The point of a view

I've never been one for big offices. It's the view that counts. Once for a very brief time I had an office in a ramshackle building that most employees shunned. But the window of my office looked out on prairie grass, farmland, and a lonely stretch of river. I was supposed to be writing research reports, but I wrote a lot of river poetry as well.

When I was moved I found that it is possible to write poetry when the only view is the air conditioning unit protruding from the window next door. But it was dark, ironic poetry out of touch with life's intertwinings of caterpillars and motorcycles, thunderclouds and river barges, footpaths and redtailed hawks. The point of a view is that it refuses to allow one to become disengaged. It celebrates the active voice. It objects to things tied up in neat conclusions. As I sat before the river view, I would be drawing some research to a close, congratulating myself with ''There; that is how it is.'' Then I would look up to see a finch sitting on a thistle, his bill stuffed with seed, the down on which stuck out in mustaches on either side of his face. Sometimes I might even see an eagle turning high above the river on air currents he alone could find. Then a poem would demand entrance. It would scold, ''You have no finch or eagle in your data. You cannot conclude without studying the fringe of green coming to the trees on the island.''

A view reminds one that life is no recluse and poems are some of life's most boisterous children. They are born of the hubbub created by worlds pushing and shoving at each other. Poems stand at a window peering in and shouting, ''I know you are in there. Speak up.'' The point of a view is that it is counterpoint to our lone melodies.

There is no doubt that the view of the river was a superior compeller of poems. Yet I've looked out on a stone wall that had almost as much to say as the river. The side of a house built in 1850, its limestone hunks were dragged from surrounding hillsides. A mason had set these hunks in mortar with the urgency and tenderness of a man building his own shelter. No smooth mechanistic finish trimmed its power. Freeze and thaw had jostled stone away from the facade in some places leaving ledges for sparrows. The wall served as much for sculpture as it did for siding.

I have not always made the best of a view. Once someone with more concern for plumbing than poetry cut down the venerable lilac bushes outside my window. Their roots, perhaps as scraggly as their branches, had pierced an artery in our building's life support system. My phone calls were too late. The damage had been done. I wanted to ask to be moved. Those branches were the hands of an old friend. Each bend and knob recorded a spring breakthrough we'd seen together, a triumph over frost and drought. The view became speechless in protest at the cuttings. There were more poems to be found staring at an air conditioner. Who would understand my request for a transfer?

There have been other views since the lilacs and the river. My office now looks down on brownstones, concrete high rises, and brick housing projects. A twenty-story electric blue crane hovers over the site, waving its blessing as it lowers pipes and electrical wiring. In its cabin, alone with his transistor radio, the crane operator gestures to the men below. He may have no time for poetry, but he has the view for it, though for me the view is almost too complex. I am trained by finches and lilacs so I must select.

Some days I count church steeples. Others I watch cyclists and runners maneuvering among double-parked cars. I have also counted the patches of trees and the number of days it will take for them to turn green or yellow. I have cataloged the theme and variations in roof ornaments decking the Victorian brownstones.

But few days pass that I do not watch the construction crew. Of course it is not the same as watching a lilac grow, yet, there is some of the same energy and ingenuity in this concrete compound. What the lilac does by virtue of its design , we must learn by questions and play. What structure will withstand the winds? How much space do we have and what can we do with it? What will hold sunlight after dark? What will we build with and what for? How much weight can this temporary building support as we put the permanent material in place? How do we keep at it in the sun and in the cold? Not unlike the poet's questions as the poem builds.

How like us to keep at it. And how like the lilac. Unlike the lilac, however, some among us may ask (as we go on building), ''Should we stop? Will we become scraggly with our growth? Will we violate the other life already here?''

I have no construction period poetry yet. But the construction is but a small part of this view. Beyond the concrete and brownstone, I can see the bay. It plays with light and sea gulls as the river did with eagles and clouds. It may be that the bay will be the next compeller of poems.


*About this exercise:*
All pictures must be dropped, while the entries are given again word for word.

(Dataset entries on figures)

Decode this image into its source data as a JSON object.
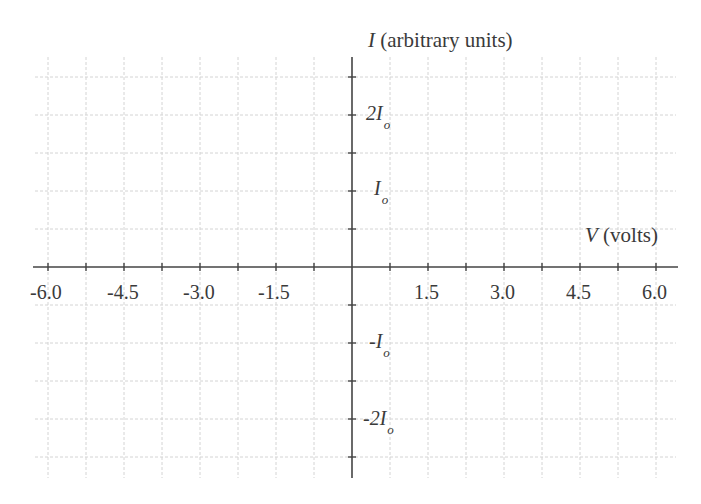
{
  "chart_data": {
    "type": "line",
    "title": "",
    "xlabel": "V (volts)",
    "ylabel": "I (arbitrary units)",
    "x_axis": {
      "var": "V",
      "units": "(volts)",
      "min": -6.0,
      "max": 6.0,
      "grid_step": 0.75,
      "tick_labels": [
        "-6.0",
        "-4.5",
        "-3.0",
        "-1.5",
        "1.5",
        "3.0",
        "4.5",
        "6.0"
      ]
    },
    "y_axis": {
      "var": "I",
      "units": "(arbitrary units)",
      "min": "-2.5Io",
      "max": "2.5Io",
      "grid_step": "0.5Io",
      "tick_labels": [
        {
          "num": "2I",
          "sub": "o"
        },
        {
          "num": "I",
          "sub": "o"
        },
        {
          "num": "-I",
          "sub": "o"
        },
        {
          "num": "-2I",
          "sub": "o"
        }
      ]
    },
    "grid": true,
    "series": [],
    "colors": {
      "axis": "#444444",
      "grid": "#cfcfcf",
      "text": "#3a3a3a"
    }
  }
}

*Response:*
Decode this image into its source data as a JSON object.
{
  "chart_data": {
    "type": "line",
    "title": "",
    "xlabel": "V (volts)",
    "ylabel": "I (arbitrary units)",
    "x_axis": {
      "var": "V",
      "units": "(volts)",
      "min": -6.0,
      "max": 6.0,
      "grid_step": 0.75,
      "tick_labels": [
        "-6.0",
        "-4.5",
        "-3.0",
        "-1.5",
        "1.5",
        "3.0",
        "4.5",
        "6.0"
      ]
    },
    "y_axis": {
      "var": "I",
      "units": "(arbitrary units)",
      "min": "-2.5Io",
      "max": "2.5Io",
      "grid_step": "0.5Io",
      "tick_labels": [
        {
          "num": "2I",
          "sub": "o"
        },
        {
          "num": "I",
          "sub": "o"
        },
        {
          "num": "-I",
          "sub": "o"
        },
        {
          "num": "-2I",
          "sub": "o"
        }
      ]
    },
    "grid": true,
    "series": [],
    "colors": {
      "axis": "#444444",
      "grid": "#cfcfcf",
      "text": "#3a3a3a"
    }
  }
}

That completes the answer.